There are two regular mail stage lines operated in Shawnee County, one connecting Dover with the Rock Island and another connecting Auburn with the Santa Fe. Both are only eight or nine miles long, but they carry mail and passengers to the railroads.

The Santa Fe “connecting-line” table shows stage lines connecting with its trains at Syracuse, Lakin, and Coolidge to points in the extreme southwest corner of the State not reached by rail. The Union Pacific has half a dozen stage lines listed in its tables in Kansas. These lines connect with the Missouri Pacific on the south or the Rock Island, or another branch of the Union Pacific on the north, touching several inland towns and saving traveling men long detours if they attempted to make the trip by rail. From Grainfield to Gove City there is a regular stage line, as Grain field is on the railroad while Gove City, the county seat, is twelve miles away.

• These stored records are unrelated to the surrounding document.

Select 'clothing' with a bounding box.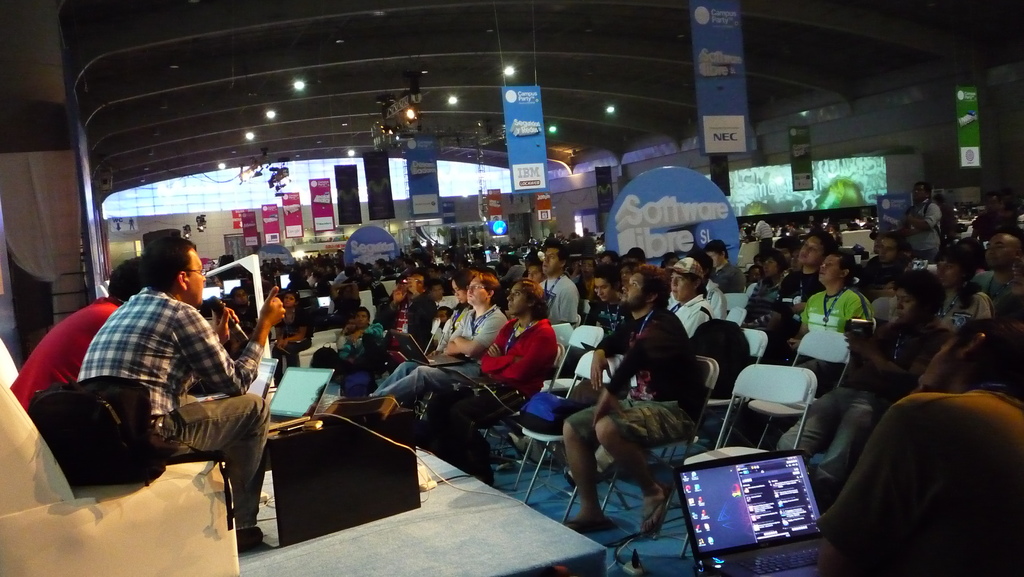
<region>781, 388, 863, 482</region>.
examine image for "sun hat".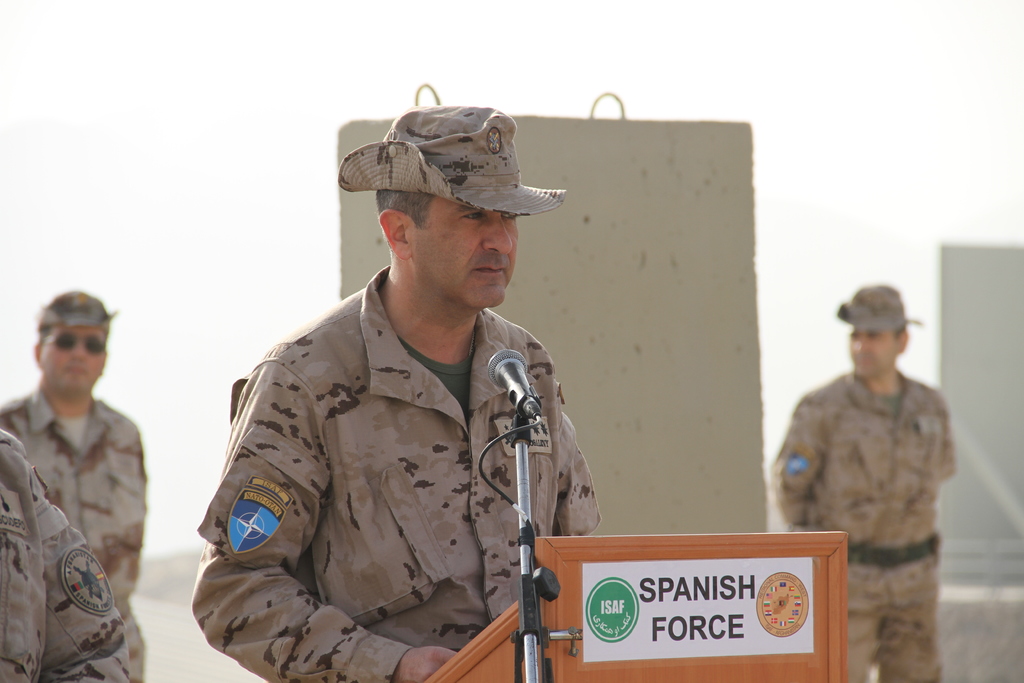
Examination result: detection(831, 284, 929, 336).
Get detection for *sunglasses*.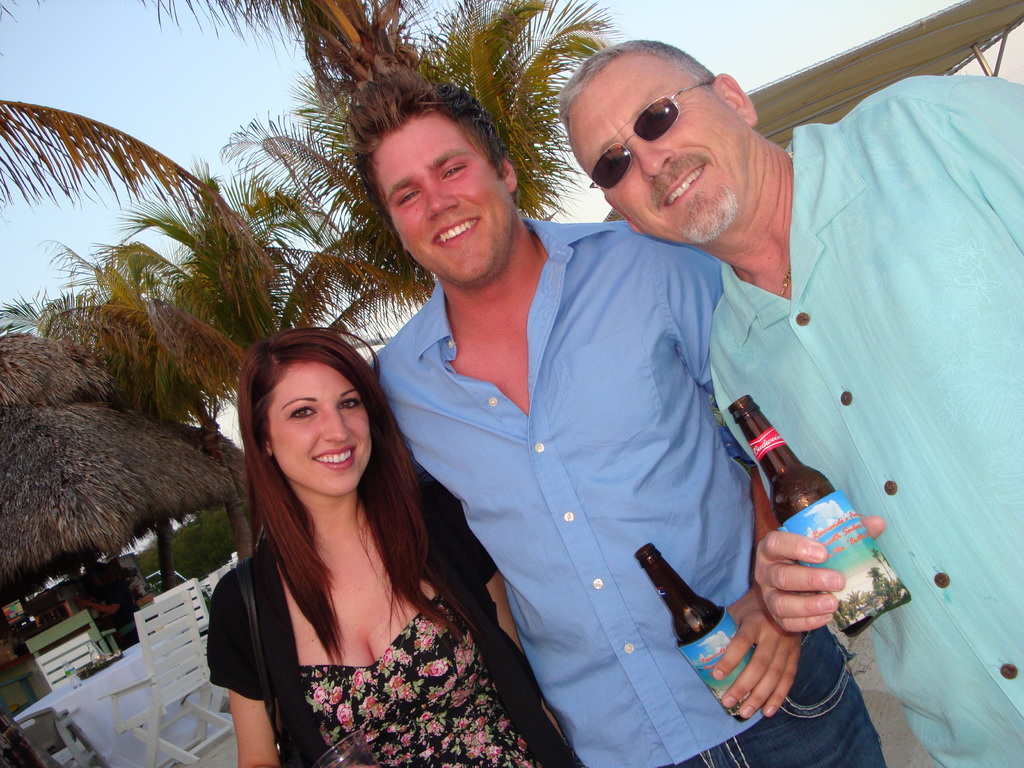
Detection: (left=586, top=83, right=714, bottom=191).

The stages have comparatively low fares and haul almost as much baggage free as does the railroad. The stage trips in Kansas are no longer the picturesque outings of former days, as there are none of the old stagecoaches left with a six- or eight-mule team and a driver with a long whip and a fine command of “mule-killing” language. All the stage lines in Kansas are motors now, one or two in the southwest part of the State having real motor trucks for baggage, express, and freight, and the trip is made almost as rapidly as the trains, unless a tire blows up.